“I always knew that a career in the army was something that I wanted;” muses Captain Ben Matthews from his current base in Germany. “Bedales was such a tremendous help to me in fulfilling that ambition. Not only did the school never put any barriers in my way, but it also helped me to think for myself, be organised and self-reliant and develop a lot of life skills. If I hadn’t succeeded in joining the army, I would probably have gone into something like furniture design and manufacture, which, of course, is an area in which Bedales excels.”
Going to Brunel University was something of a rude awakening. “I’d always valued the sense of freedom that I felt at school,” he emphasises. “When I got to university, I think that I felt much more restricted than I had when I was roaring around Bedales. I also felt that my contemporaries at Bedales had somehow been more mature than a lot of the students that I was now meeting. Most of my efforts at Brunel were directed at being a member of the OTC there; you couldn’t say that I covered myself with academic glory!”
Sponsored by the Parachute Regiment, Ben went on to the Royal Military College at Sandhurst, from where he was commissioned into the Army Air Corps in 2007. “I’d had my sights set on the Special Forces, so it wasn’t my first choice, but I couldn’t resist the chance to fly helicopters,” he recalls. “Ultimately, though, I realised that I wasn’t actually cut out for it and transferred to a cavalry regiment.” With the 1st The Queen’s Dragoon Guards, Ben completed Signals, Gunnery and Tactics Troop Leaders and finished a first tour of duty in Afghanistan in 2009.
“The army has always been a hugely professional organisation,” Ben reflects, “but since the campaigns in Iraq and Afghanistan, it’s clear that standards have risen appreciably. We’re better equipped and a real meritocracy these days. It’s been a great career for me during my 20s and I hope that it will be for a while longer, but it’s not necessarily a job for life anymore, which is as it should be.”
Ben has some salient points to make about changes in the way that the army is perceived by the average civilian. “A generation of soldiers has been marked by its experiences in war zones, in a way that hasn’t been the cases for some years,” he argues. “In the eyes of the public, those soldiers can do little wrong at the moment, regardless of what people may think of the wars themselves. After 2014, when the troops are scheduled to return from Afghanistan, I do wonder whether the army will just fade from people’s minds. The Press will have other things to write about and a lot of the military won’t have that much to do, having been fighting almost continuously for the best part of 15 years.”
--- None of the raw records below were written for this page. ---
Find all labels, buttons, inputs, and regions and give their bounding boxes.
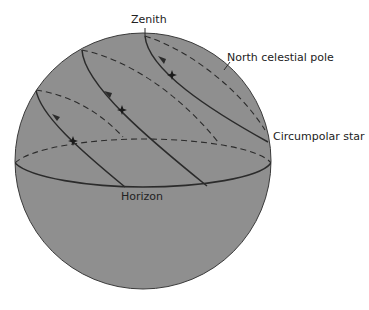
horizon-label: Horizon	[121, 191, 163, 202]
celestial-sphere-diagram	[0, 0, 369, 310]
zenith-label: Zenith	[131, 14, 167, 25]
circumpolar-star-label: Circumpolar star	[273, 131, 365, 142]
celestial-sphere	[15, 33, 271, 289]
north-celestial-pole-label: North celestial pole	[227, 52, 334, 63]
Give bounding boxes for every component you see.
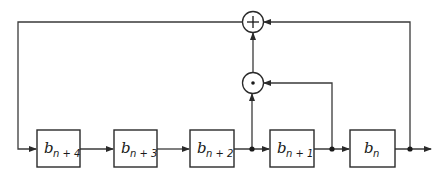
register-bn4: b n + 4 bbox=[37, 130, 80, 167]
junction-dot bbox=[329, 146, 334, 151]
shift-register-diagram: b n + 4 b n + 3 b n + 2 b n + 1 b n bbox=[0, 0, 445, 179]
svg-text:n + 2: n + 2 bbox=[206, 148, 233, 159]
junction-dot bbox=[407, 146, 412, 151]
register-bn: b n bbox=[350, 130, 395, 167]
register-bn2: b n + 2 bbox=[190, 130, 234, 167]
svg-text:n: n bbox=[373, 148, 379, 159]
svg-text:n + 1: n + 1 bbox=[286, 148, 313, 159]
junction-dot bbox=[249, 146, 254, 151]
dot-product-icon bbox=[251, 81, 255, 85]
register-bn3: b n + 3 bbox=[114, 130, 157, 167]
svg-text:n + 4: n + 4 bbox=[53, 148, 80, 159]
svg-text:n + 3: n + 3 bbox=[130, 148, 157, 159]
register-bn1: b n + 1 bbox=[270, 130, 314, 167]
adder-node bbox=[243, 12, 264, 33]
multiplier-node bbox=[243, 73, 264, 94]
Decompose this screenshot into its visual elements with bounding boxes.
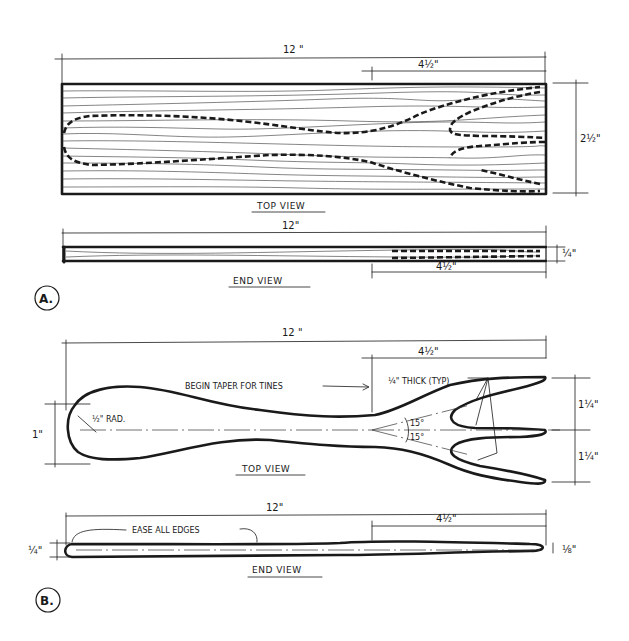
dim-label-1-8: ⅛" [562,544,576,555]
dim-label-1-4: ¼" [562,248,576,259]
dimension-overall-length [66,514,546,516]
dim-label-12: 12 " [283,44,304,55]
dim-label-4-1-2: 4½" [418,346,439,357]
dimension-tine-length: 4½" [362,59,546,80]
dimension-width: 2½" [553,80,601,196]
fork-side-profile [65,541,543,557]
ease-edges-note: EASE ALL EDGES [132,526,200,535]
dimension-overall-length [62,232,546,233]
figure-b-label: B. [40,594,54,608]
dim-label-2-1-2: 2½" [580,133,601,144]
figure-b-badge: B. [36,588,60,612]
dim-label-12: 12" [282,220,299,231]
view-title-end-view-b: END VIEW [252,565,302,575]
figure-a-label: A. [39,292,53,306]
view-title-end-view-a: END VIEW [233,276,283,286]
figure-a-end-view: 12" ¼" 4½" [62,220,576,278]
ease-leader-left [72,529,126,542]
dim-label-4-1-2: 4½" [436,513,457,524]
thickness-leaders [468,378,497,460]
dim-label-12: 12 " [282,327,303,338]
dim-label-1-4: ¼" [28,545,42,556]
taper-leader [323,386,368,387]
tine-thickness-note: ¼" THICK (TYP) [388,377,449,386]
dimension-overall-length [62,340,546,343]
view-title-top-view-a: TOP VIEW [256,201,305,211]
view-title-top-view-b: TOP VIEW [241,464,290,474]
dim-label-4-1-2: 4½" [436,261,457,272]
dim-label-1: 1" [32,429,43,440]
dim-label-4-1-2: 4½" [418,59,439,70]
figure-b-top-view: 12 " 4½" ½" RAD. 1" BEGIN TAPER FOR TINE… [32,327,599,485]
fork-plan-drawing: 12 " 4½" 2½" [0,0,629,641]
angle-lower: 15° [410,433,424,442]
figure-a-top-view: 12 " 4½" 2½" [55,44,601,196]
wood-grain [62,87,545,189]
angle-upper: 15° [410,419,424,428]
fork-layout-dashed-outline [64,87,545,191]
radius-note: ½" RAD. [92,415,125,424]
board-edge-outline [63,247,546,261]
dim-label-1-1-4-upper: 1¼" [578,399,599,410]
dim-label-12: 12" [266,502,283,513]
dimension-overall-length: 12 " [55,44,546,84]
figure-a-badge: A. [35,286,59,310]
ease-leader-right [240,529,257,542]
taper-note: BEGIN TAPER FOR TINES [185,382,283,391]
dim-label-1-1-4-lower: 1¼" [578,451,599,462]
figure-b-end-view: 12" 4½" EASE ALL EDGES ¼" ⅛" [28,502,576,560]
Ben’s own experiences in Afghanistan have been astonishingly varied. The year after returning from his first tour of duty, he grasped the opportunity to take a three-month course at the Defence School of Languages to study Dari, the business language of Afghanistan. “I wish I’d had the drive to learn languages while I was at Bedales!” he laughs. “Learning Dari, which is a northern dialect related to Farsi, was a superb grounding for my next role in Afghanistan.” When he returned to the country last year, it was as an Advisor Trainer Commander. “Essentially, I was advising the Afghan army, living, training and fighting with them, acting as a liaison officer and greasing a few wheels here and there,” he explains. “I did have an interpreter with me, but I was surprised how readily I was able to hold my own conversations to a pretty high level.”
Most of us will never encounter situations at work where danger is such an omnipresent reality; to speak to Ben is to gain an inkling of how a soldier reacts both to time in the war zone and the periods that punctuate it. “Initially, you couldn’t be more thrilled when you finish your tour in a place like Afghanistan,” he says. “Gradually, though, you start to miss the basic life, the camaraderie and the feeling of living each day as if it were your last. I love soldiering; at the moment, I’m stuck behind a desk in Germany, which is not what I joined the army for, but we’re now starting the training process before heading back to Afghanistan next year. We’ll have a busy pre-Christmas schedule, head off to Canada after that for some more training, which means that I’ll be missing my Bedales reunion, sadly, and then it’ll be back into action.”
The end of British military involvement in Afghanistan also brings closer the day when Ben will have to make a decision about his own professional future. “I’m not sure now that I’ll be in the army for the duration,” he suggests. “I’ve thought about the alternatives – there are obvious financial attractions of working in the City, for example. What I really want to do, though, is to get involved in motor sport management at a high level. Obviously, it’s a pretty competitive sector, but I like to think that my time at Bedales and in the army has honed my skills to the point that it would be a possibility down the line. I can offer a certain brand of enthusiastic leadership and ability to follow things through that might fit quite well in somewhere like Formula One. It’s definitely something that I’m thinking about.”
Ben Matthews was interviewed by James Fairweather in Autumn 2012.